Basquiat and Warhol’s ‘intimate friendship’ explored in Young Vic drama

This article is more than 2 years old

Jeremy Pope and Paul Bettany play the art legends in The Collaboration staged by artistic director Kwame Kwei-Armah

It promised to be a knockout exhibition, with both artists wearing boxing gloves on the poster. But the eagerly anticipated 1985 show of joint works by old master Andy Warhol and bright new star Jean-Michel Basquiat was thumped by critics when it opened in New York. Now, the story behind the exhibition is being told in a new play at the Young Vic theatre in London.

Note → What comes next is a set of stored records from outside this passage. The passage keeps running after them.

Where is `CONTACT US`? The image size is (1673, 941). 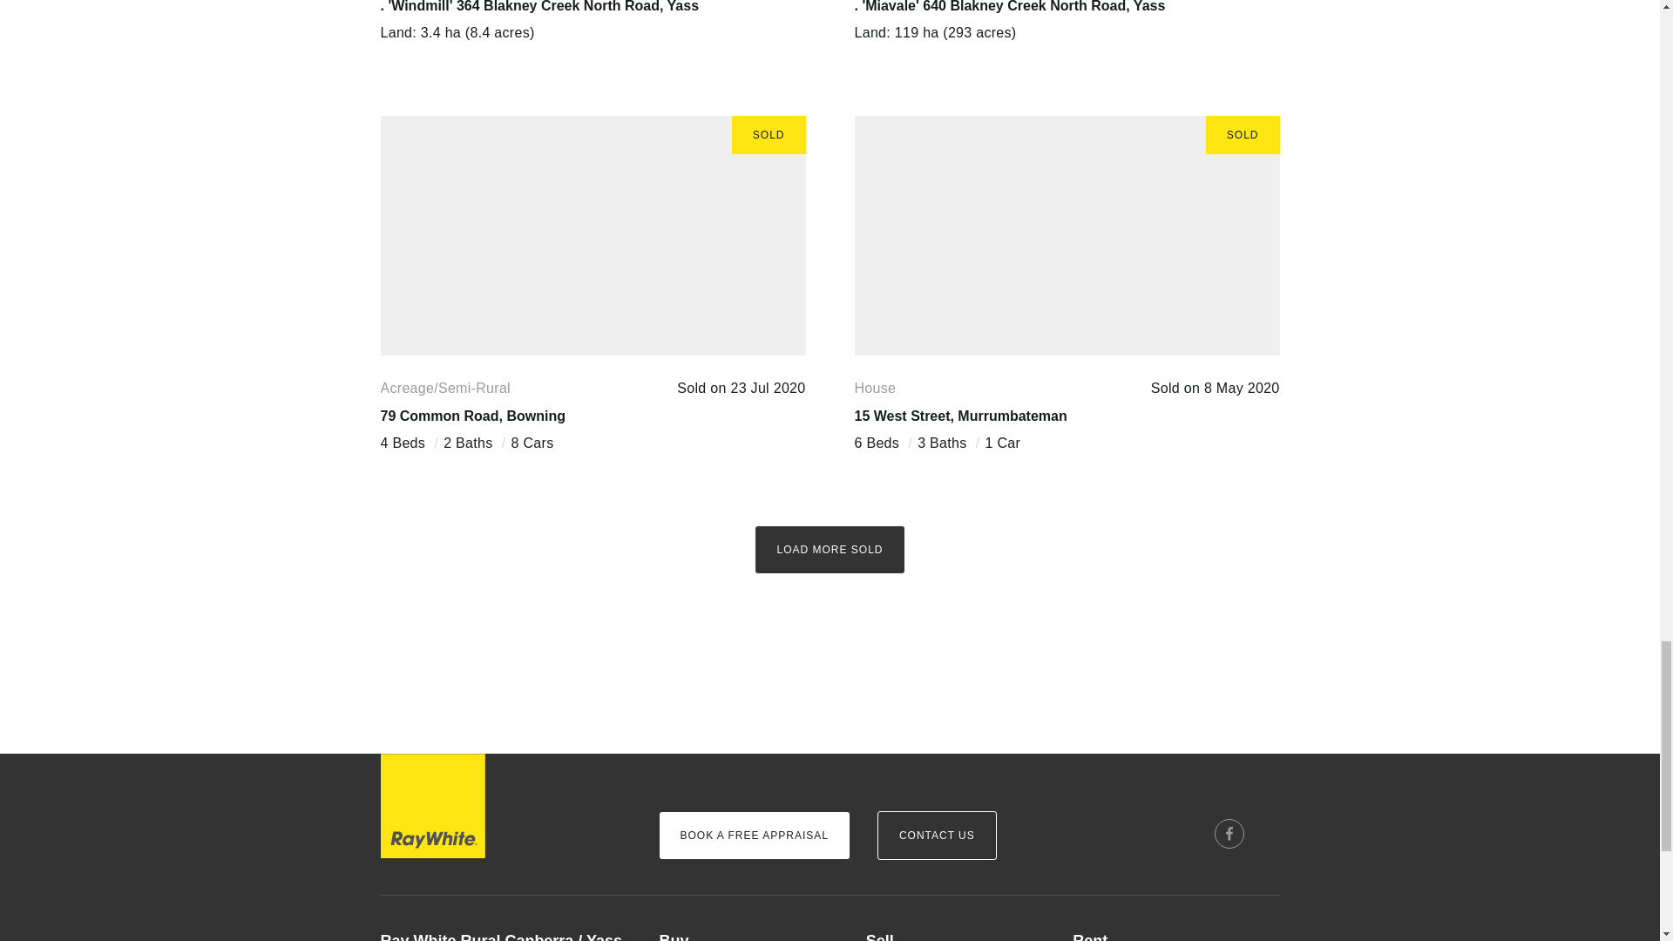
CONTACT US is located at coordinates (936, 835).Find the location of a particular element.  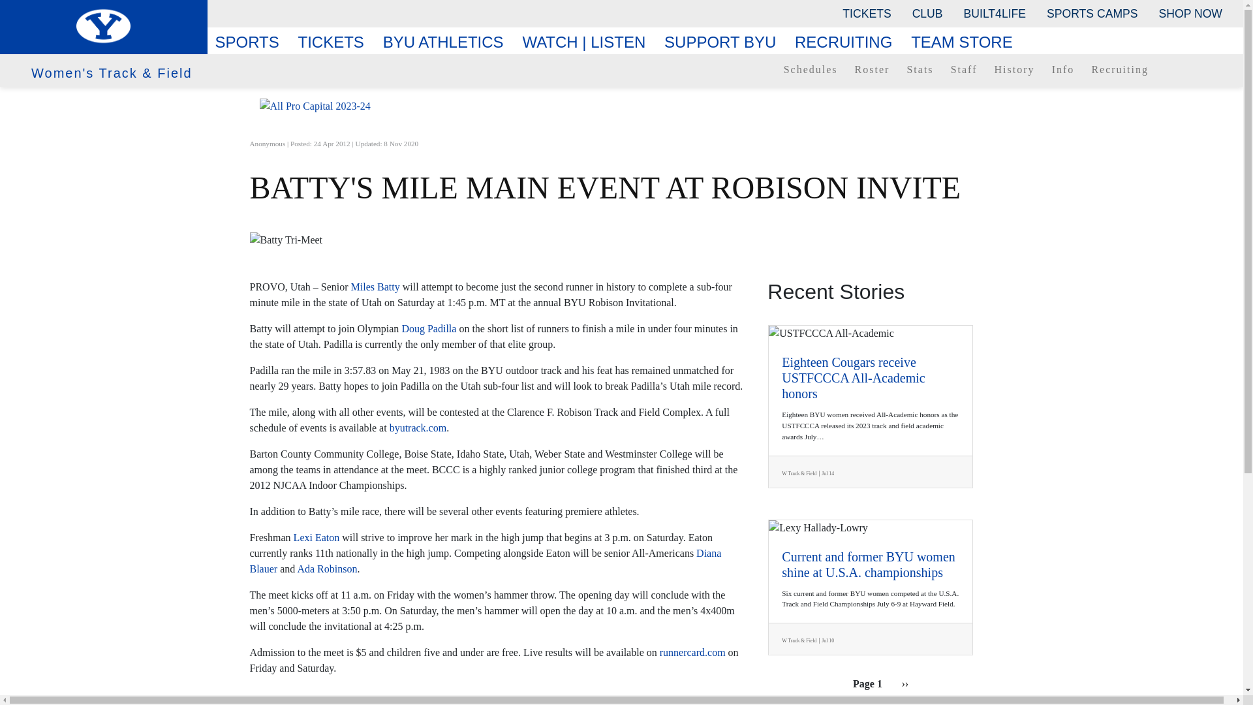

CLUB is located at coordinates (928, 13).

The world premiere of Anthony McCarten’s drama The Collaboration will be staged by the Young Vic’s artistic director, Kwame Kwei-Armah, with Paul Bettany (Wandavision) playing Warhol and Jeremy Pope (One Night in Miami) as Basquiat. Kwei-Armah said the production, which will be designed by Anna Fleischle, “invites us behind the iconography and fame, and inside the intimate friendship between two artists”. The story would ask audiences “to lean in closely and challenge our preconceptions” he added.

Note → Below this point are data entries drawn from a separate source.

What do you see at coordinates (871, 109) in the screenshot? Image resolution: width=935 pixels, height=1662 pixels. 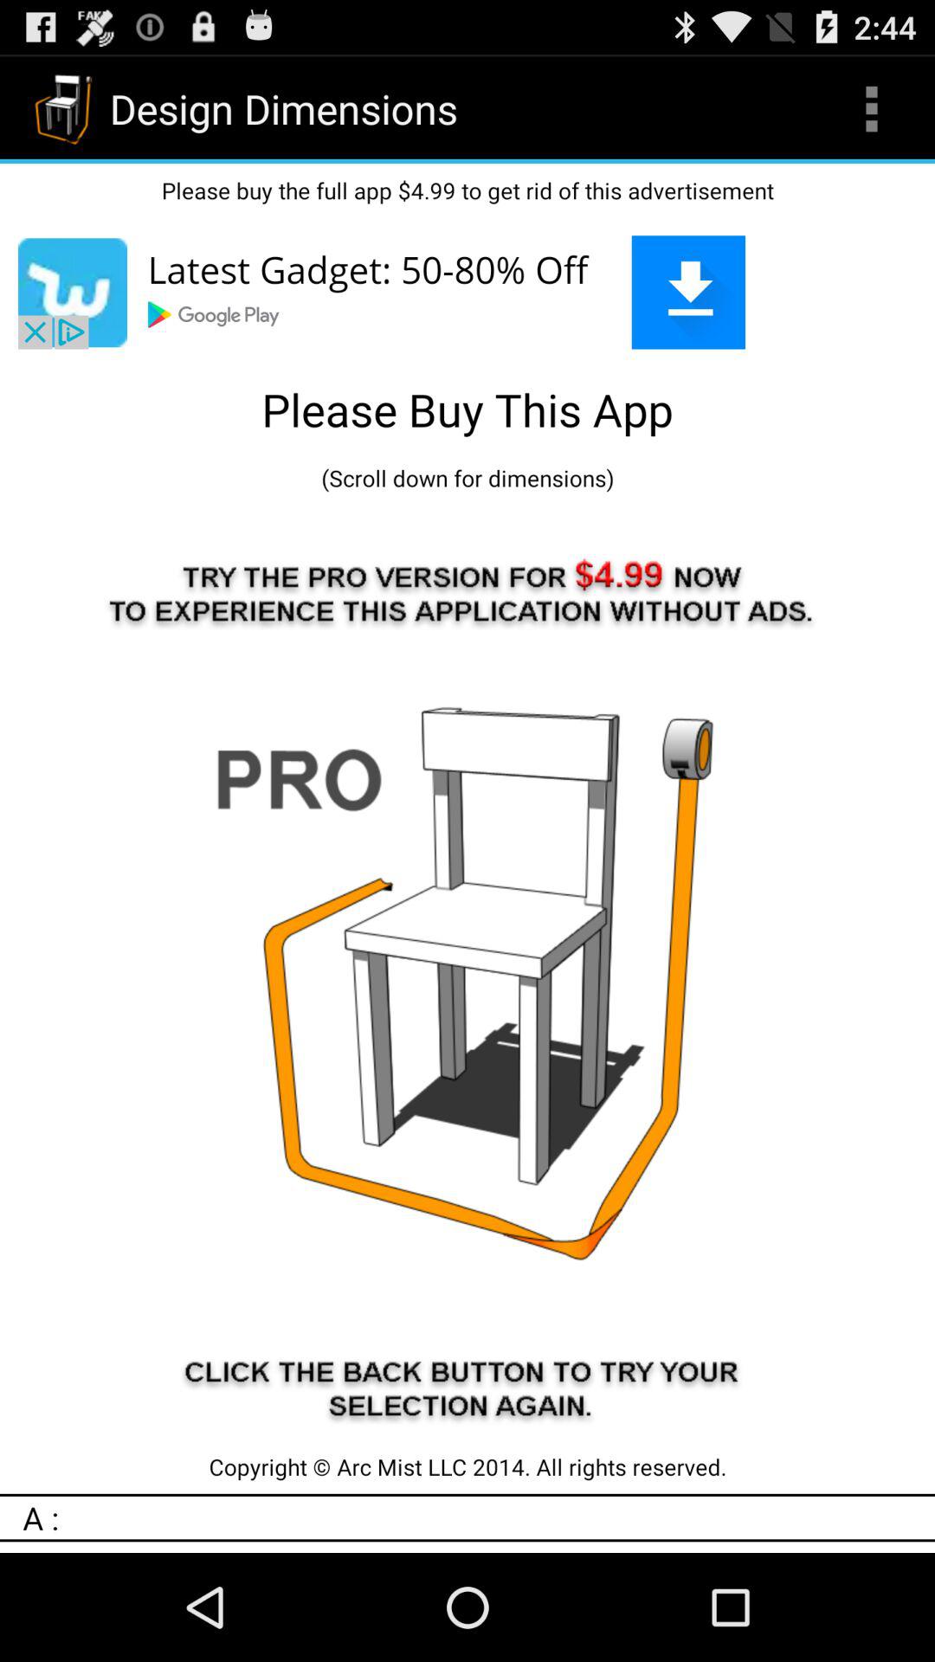 I see `choose item next to design dimensions icon` at bounding box center [871, 109].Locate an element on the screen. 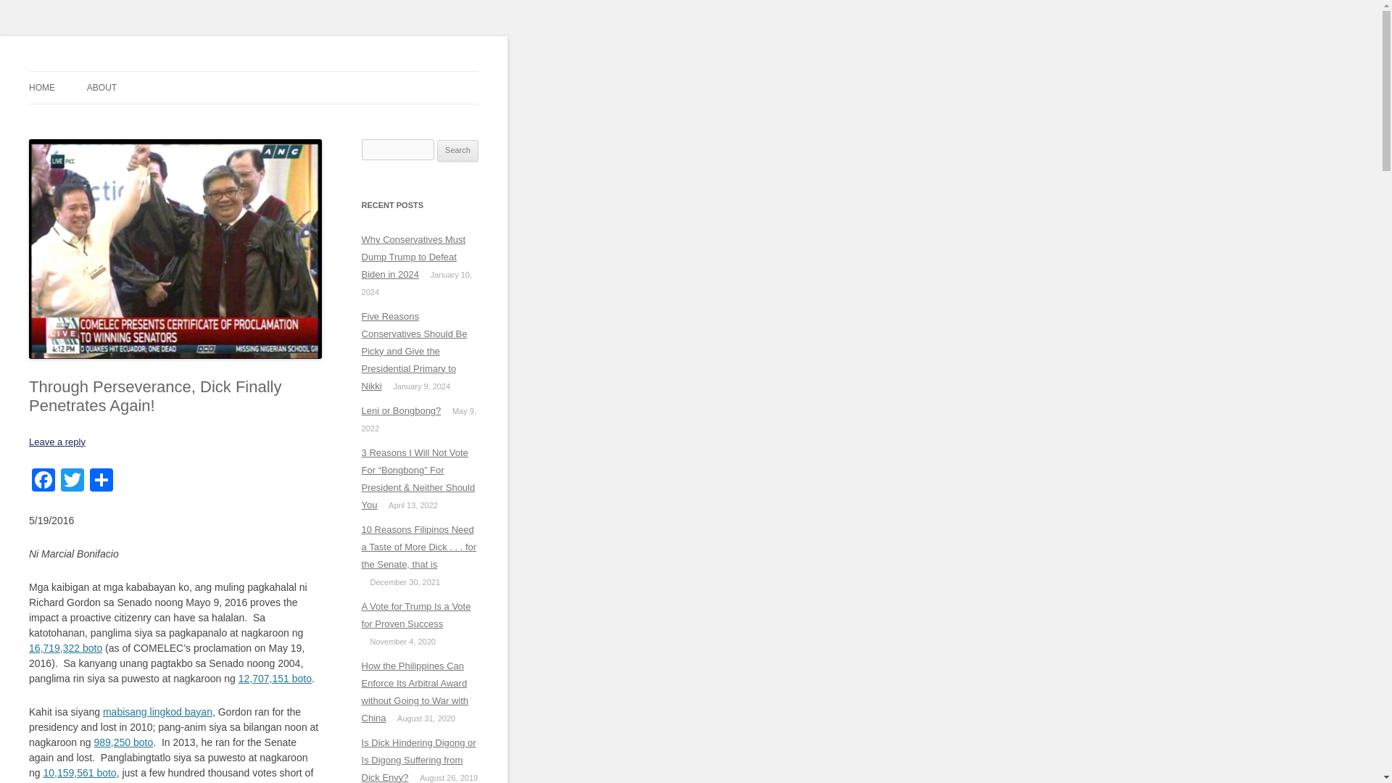 This screenshot has height=783, width=1392. Marcial's Law is located at coordinates (90, 71).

The relationship between the artists, and the question of whether each was exploiting the other’s fame, is also the subject of a new play by Ishmael Reed which opens in the US next month. The Slave Who Loved Caviar is at Theater for the New City in New York.

The Collaboration opens at the Young Vic in February and will be followed by a transfer of a Tony award-winning, re-orchestrated production of Rodgers and Hammerstein’s Oklahoma! directed by Daniel Fish that, Kwei-Armah said, “unlocks a fresh perspective on a great American musical”. The Guardian’s Michael Billington called the 2019 Bard SummerScape production “extraordinary” and wrote that “nothing was as expected” in this revival of the well-worn musical. At New York’s Circle in the Square, the set was designed as a community centre and the audience ate chilli that had been cooked on stage during the interval. The revival is billed by the Young Vic as “funny and sexy, provocative and probing, without changing a word of the text”.

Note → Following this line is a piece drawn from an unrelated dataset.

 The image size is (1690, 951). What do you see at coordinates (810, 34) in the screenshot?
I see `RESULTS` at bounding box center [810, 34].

The Young Vic’s spring season announcement included the news that Deirdre McLaughlin is the 2021 Genesis Future Directors award recipient and will direct a new show in the studio space. The theatre’s Five Plays strand will see a series of five-minute plays, by the playwrights babirye bukilwa, Gaël Le Cornec, Martin Crimp, Erinn Dhesi and Mufaro Makubika, to be directed by James Barnes, David Furlong, David Gilbert, Abigail Sewell and Khadifa Wong. The Young Vic will also be inviting artists to explore the medium of TikTok as part of its Creative Headspace scheme, designed to support early-career theatre-makers, created in response to the devastating impact of the pandemic on arts freelancers.